Throughout Bill Maher's movie
Religulous the comedian deservedly skewers his subjects for the absurdity of their beliefs. A reasonable person would of course agree with Maher - the myths of the bible and other 2,000 year old religions are so patently false and absurd - not to mention un-edifying - that an inquisitor like Maher can find no cogent reason why people believe them.
On his show
Real Time last week Maher had as a guest
Sam Harris, the famous debunker of religious myth who pins the blame for religious belief on a "social disorder" that prevents non-believers from pointing out the absurdity of modern religious practice. Harris also rightly pins approbation on moderates who are tolerant of religious mythology, no matter how dangerous it is, with basically a live-and-let-live perspective, unwilling to confront others on their beliefs. Maher only half jokingly mused that religious belief might somehow be rooted in a neurological disorder.
And therein lies the key problem both with Maher's movie and his views about religion in general: Even though he posits as the
reason for his work the quest for
why people believe religious mythology, he actually shows no insight into what people get out of it, or why they cling to it so tenaciously even though it is so obviously false. This lack of understanding robs Maher's work of an empathy for his subjects that would make it that much more powerful. I find no reason why Maher would not understand this important point, given that Ernest Becker explained it all so elegantly more than 30 years ago in his seminal book
Denial of Death, built on the work of Freud's associate
Otto Rank.
People believe in religions, no matter how absurd, for one main reason: As the only creature on earth capable of understanding their own eventual demise, humans require a death-denial strategy to merely get through each day. So haunting is the specter of death and nothingness that people are willing to believe almost any myth to avoid the paralyzing fear that would basically render them unable to act. The fact that we now rely on 2,000 year old myths that were nutty to begin with doesn't help things. But in matters of life after death, any promise of eternal life will do in a mortality storm
TM.
People's belief in religion is not a neurological disorder, as Maher joked, nor a social disorder, as Harris speculated. It is a somewhat logical and handy, if increasingly ineffective, coping mechanism for dealing with the fear of death. These beliefs are what Otto Rank called "necessary lies" we tell ourselves in order to get through each day. In Ernest Becker's words, these lies we tell ourselves are the reason that to be neurotic is actually to be normal. A dearth of death-denial lies leaves a person anxious and fretful and unable to act. Rank believed that the quality of our lives is in a large sense determined by the quality of our immortality lies. Those that take a large toll on our time, our reason or our compassion, i.e., are inferior to those strategies that allow us to fully use our minds and hearts in ways that don't fundamentally hurt ourselves or others, and allow us to comfortably expand into our own private universes.

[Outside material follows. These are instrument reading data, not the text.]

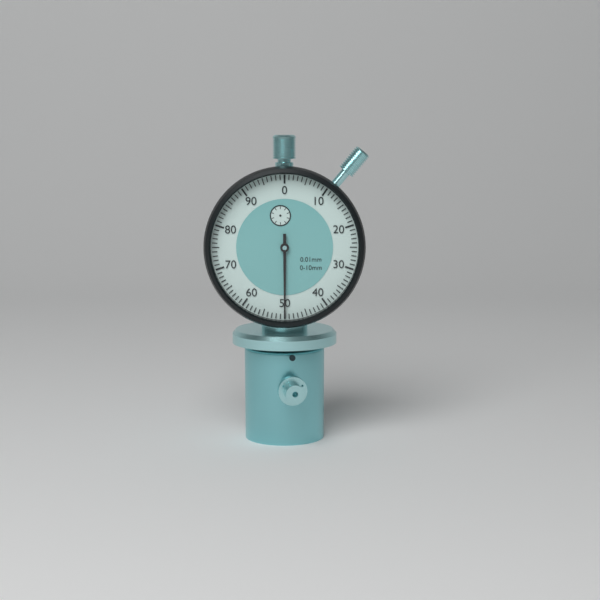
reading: 0.50 mm
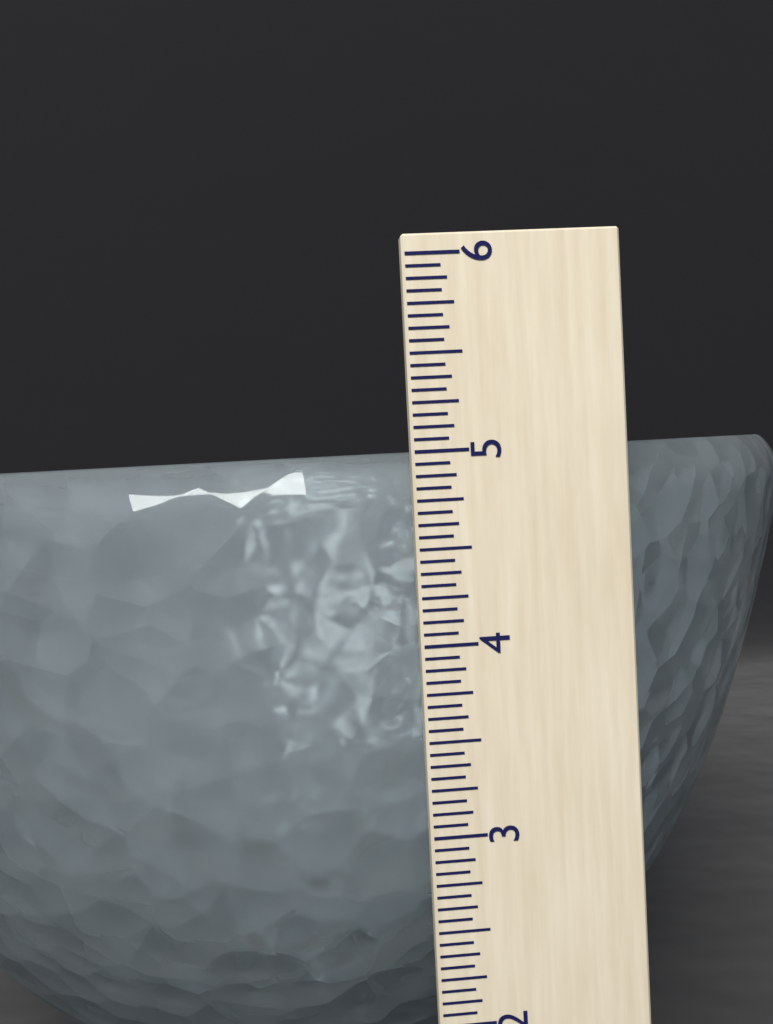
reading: 5.0000 (no unit)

This hole in Maher's world view deprives his work of empathy for his subjects who so distort their lives with religious faith. Maher's work would be that much more convincing if he was able to show sympathy for his subjects, elevating it beyond the mere (deserved) mockery of religion.

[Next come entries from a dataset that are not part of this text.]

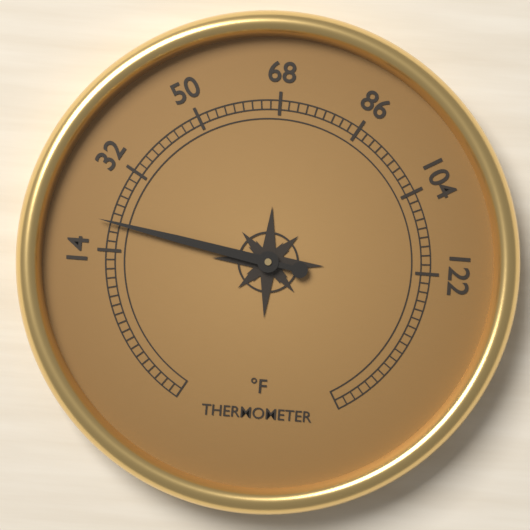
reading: 20 °F
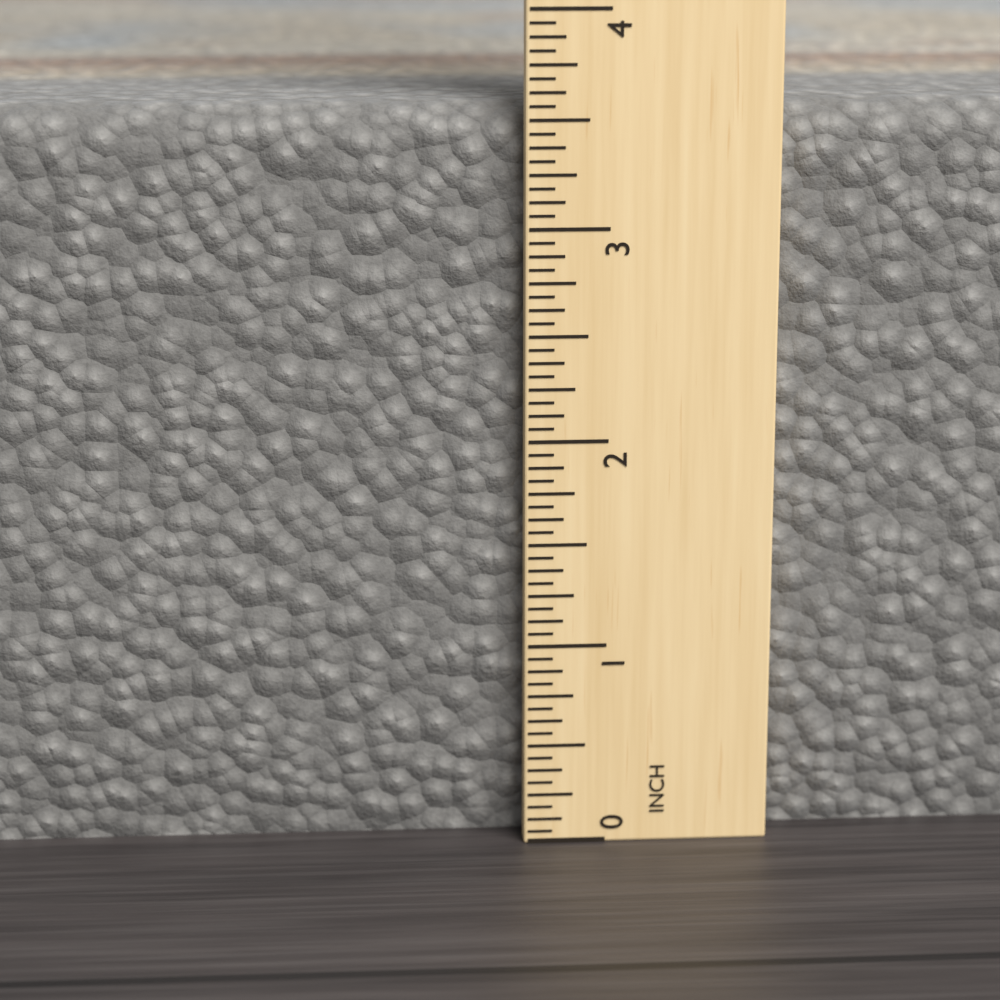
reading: 3.5625 in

The fact that modern people cling to their religion so tenaciously actually points to its fundamental weakness. And in fact, though people admit to religious belief most are not actually believers. Money and medicine are the real backstop of immortality today. Doctors are the equivalent of the ancient priests - they even wear white "robes." Just look at how people fight disease, even when they are death's door. If they really believed in heaven why would anyone even seek medical treatment for catastrophic disease? After all - if you're on the way to heaven why would you subject yourself to something like chemotherapy? You wouldn't.
So even though people don't really believe in the immortality promises of religion they cannot afford to take chances in the realm of final death. Modern man finds it is more comforting to cling to the weak and unbelievable promises of ancient religion, while hedging his bets with piles of money and the priests of modern medicine.